Bootloaders and LinuxBIOS

Yinghai Lu yhlu at tyan.com
Tue Jun 8 11:04:00 CEST 2004


Eric,

Maybe someone add some build instruction for Etherboot for LinuxBIOS would
solve the payload building problem.

Regards

YH

-----邮件原件-----
发件人: linuxbios-admin at clustermatic.org
[mailto:linuxbios-admin at clustermatic.org] 代表 Eric W. Biederman
发送时间: 2004年6月8日 1:04
收件人: LinuxBIOS
主题: Bootloaders and LinuxBIOS


As the freebiosv1 tree grew and developed we had a lot of disagreement
about bootloaders.  What should linuxbios do in condition X.  It was
clear that there was no way that in the linuxbios tree itself we could
satisfy all of the developers.  You can see remnants of this in
the freebios1 tree in src/lib/linuxbiosmain.c

Coming into this confusion I proposed a truce, that would give us
greater flexibility and allow a single LinuxBIOS source tree for
everyone.  That was to have a really stupid bootloader in LinuxBIOS
that was smart enough to load a real bootloader.  That is where
elfboot comes from.  

To prove my concept I ported etherboot to run under LinuxBIOS as that 
was the only bootloader I could find that actually had real
hardware drivers.  In this scenario the fact that etherboot 
well with my style of booting was no longer a threat because people
were free to use their own code.  Etherboot was also choosen because
of it's strong core team of maintainers and you can all see the
results of that decision today.

Out of this concept we had additional bootloaders written or ported:
ADLO, FILO, OpenBIOS, baremetal, linux kernel, etc.

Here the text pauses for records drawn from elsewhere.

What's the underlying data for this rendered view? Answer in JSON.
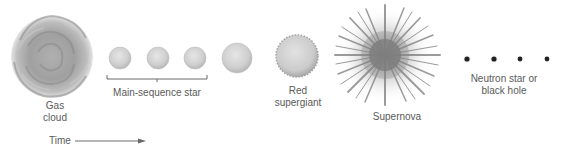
{
  "diagram": {
    "stages": [
      {
        "id": "gas-cloud",
        "label_lines": [
          "Gas",
          "cloud"
        ]
      },
      {
        "id": "main-sequence",
        "label": "Main-sequence star"
      },
      {
        "id": "red-supergiant",
        "label_lines": [
          "Red",
          "supergiant"
        ]
      },
      {
        "id": "supernova",
        "label": "Supernova"
      },
      {
        "id": "remnant",
        "label_lines": [
          "Neutron star or",
          "black hole"
        ]
      }
    ],
    "time_axis": {
      "label": "Time"
    }
  },
  "colors": {
    "gas_cloud": "#9a9a9a",
    "star_fill": "#d4d4d4",
    "star_edge": "#b0b0b0",
    "supergiant": "#c8c8c8",
    "supernova": "#7a7a7a",
    "remnant_dot": "#222222",
    "text": "#5a5a5a",
    "line": "#6a6a6a"
  }
}
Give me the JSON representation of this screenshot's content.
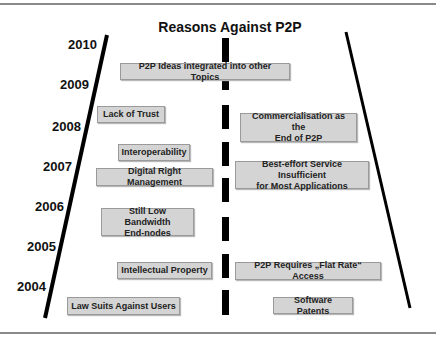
{
  "title": "Reasons Against P2P",
  "years": [
    "2010",
    "2009",
    "2008",
    "2007",
    "2006",
    "2005",
    "2004"
  ],
  "left_reasons": [
    {
      "label": "P2P Ideas integrated into other Topics"
    },
    {
      "label": "Lack of Trust"
    },
    {
      "label": "Interoperability"
    },
    {
      "label": "Digital Right Management"
    },
    {
      "label": "Still Low Bandwidth\nEnd-nodes"
    },
    {
      "label": "Intellectual Property"
    },
    {
      "label": "Law Suits Against Users"
    }
  ],
  "right_reasons": [
    {
      "label": "Commercialisation as the\nEnd of P2P"
    },
    {
      "label": "Best-effort Service Insufficient\nfor Most Applications"
    },
    {
      "label": "P2P Requires „Flat Rate“ Access"
    },
    {
      "label": "Software Patents"
    }
  ],
  "colors": {
    "box_fill": "#d4d4d4",
    "box_border": "#9a9a9a",
    "line": "#000000",
    "rule": "#8a8a8a"
  }
}
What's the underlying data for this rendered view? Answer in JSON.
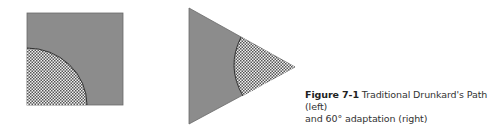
{
  "figure": {
    "label": "Figure 7-1",
    "caption_line1": " Traditional Drunkard's Path (left)",
    "caption_line2": "and 60° adaptation (right)"
  },
  "colors": {
    "fill_gray": "#8c8c8c",
    "hatch_light": "#f2f2f2",
    "hatch_dark": "#555555",
    "outline": "#3a3a3a"
  },
  "shapes": {
    "left": "square-block-quarter-circle",
    "right": "triangle-60-degree-arc"
  }
}
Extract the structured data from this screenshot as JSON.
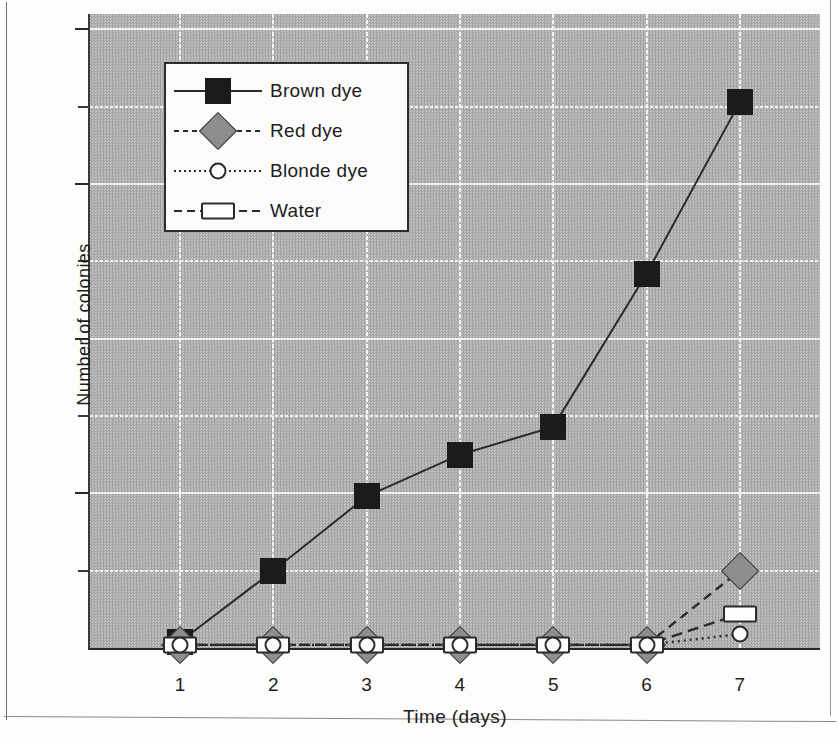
{
  "chart_data": {
    "type": "line",
    "title": "",
    "xlabel": "Time (days)",
    "ylabel": "Number of colonies",
    "x": [
      1,
      2,
      3,
      4,
      5,
      6,
      7
    ],
    "xtick_labels": [
      "1",
      "2",
      "3",
      "4",
      "5",
      "6",
      "7"
    ],
    "ytick_labels": [
      "10",
      "20",
      "30",
      "40"
    ],
    "ytick_values": [
      10,
      20,
      30,
      40
    ],
    "yminor_values": [
      5,
      15,
      25,
      35
    ],
    "ylim": [
      0,
      41
    ],
    "xlim": [
      0.5,
      7.4
    ],
    "grid": true,
    "legend_position": "upper-left-inside",
    "series": [
      {
        "name": "Brown dye",
        "marker": "filled-square",
        "color": "#1b1b1b",
        "linestyle": "solid",
        "values": [
          0.4,
          5.0,
          9.8,
          12.5,
          14.3,
          24.2,
          35.3
        ]
      },
      {
        "name": "Red dye",
        "marker": "gray-diamond",
        "color": "#8d8d8d",
        "linestyle": "dashed",
        "values": [
          0.2,
          0.2,
          0.2,
          0.2,
          0.2,
          0.2,
          5.0
        ]
      },
      {
        "name": "Blonde dye",
        "marker": "open-circle",
        "color": "#fdfdfd",
        "linestyle": "dotted",
        "values": [
          0.2,
          0.2,
          0.2,
          0.2,
          0.2,
          0.2,
          0.9
        ]
      },
      {
        "name": "Water",
        "marker": "open-rectangle",
        "color": "#fdfdfd",
        "linestyle": "long-dash",
        "values": [
          0.2,
          0.2,
          0.2,
          0.2,
          0.2,
          0.2,
          2.2
        ]
      }
    ]
  },
  "legend": {
    "entries": [
      {
        "label": "Brown dye",
        "marker_name": "filled-square-marker",
        "line_class": "line-solid",
        "marker_class": "sq-brown"
      },
      {
        "label": "Red dye",
        "marker_name": "gray-diamond-marker",
        "line_class": "line-dash",
        "marker_class": "di-red"
      },
      {
        "label": "Blonde dye",
        "marker_name": "open-circle-marker",
        "line_class": "line-dot",
        "marker_class": "ci-blonde"
      },
      {
        "label": "Water",
        "marker_name": "open-rectangle-marker",
        "line_class": "line-dashlong",
        "marker_class": "rect-water"
      }
    ]
  },
  "colors": {
    "plot_background": "#b3b3b3",
    "gridline": "#f2f2f2",
    "axis": "#2b2b2b",
    "brown_dye": "#1b1b1b",
    "red_dye": "#8d8d8d",
    "page_background": "#fdfdfc"
  }
}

So from everything I can see this concept has been a success.  I have
seen no complaints.  We don't have more because it is not the easiest
thing to write standalone code to the bare metal.  But this is
something time and starting to catch up on our LinuxBIOS ports 
has been overcoming.

One of the large reasons I was a great proponet of the simple/stupid
bootloader in LinuxBIOS to load a real one is that draws a line around
what functionality LinuxBIOS shall provide.  Anything over that line
is code bloat.

Several months ago as I was involved in other things Yhlu noted that
FILO had been added to LinuxBIOS without a word.   The way he described
it I thought it was as a driver to elfboot.  I expressed my concerns
at that time, but I really have not had time to do anything.  And if
it was a driver it was seriously pushing the line I had drawn against
feature bloat, and really coming close to starting another bootloader
feature war but it was perhaps ok.  

Later I finally had time to start syncing my code with the main
LinuxBIOS and I saw what that code actually was, and I was shocked.
This code had crossed the line, it had broken the truce, it was
feature bloat.  Not to talk about how useless a disk based bootloader
is without a configuration file.  From that moment on I have not
seen a reasonable solution besides deleting that code from LinuxBIOS.

Last time we had this conversation 2 problems were mentioned that
this code solves.
1) People have a hard time setting up an external payload.
2) There are not any bootloaders for the ppc that run under LinuxBIOS.

To the problem of setting up an external payload I propose we can
include FILO into the tree like baremetal and simply make it the
default payload.  If you don't change anything it will get built.
That solves the problem without breaking the design.

To the problem of there not being any bootloaders for the ppc that
run under LinuxBIOS.  I respond that one of the x86 based bootloaders
would not be hard to port, or better yet we can just use a kernel
with kexec built in.  Although I would strongly be with the amount of
embedded activity that happens with the ppc if none of the native
ppc bootloaders could not be easily adopted.

In addition I have seen noone except the guys at LANL who are even
interested in the built in FILO. 

I have a few additional technical objections as well.  Just like when
someone tried to include etherboot the code in the LinuxBIOS tree has
languished, and is much less capable a solution.

Having to support bootloaders places an additional burden upon the
LinuxBIOS code that must be considered when the code must be
refactored or cleaned up.  And we have not even succeed in a
sufficiently clean and stable API that we are willing to freeze the
core interfaces and make stable releases from the LinuxBIOS tree, only
adding new ports or extensions to the existing API that cannot
possibly break old ports.

So does someone have a reason to keep the built-in FILO besides being
lazy slobs who want something-for-nothing and are not willing to put
in the work to make production quality solutions?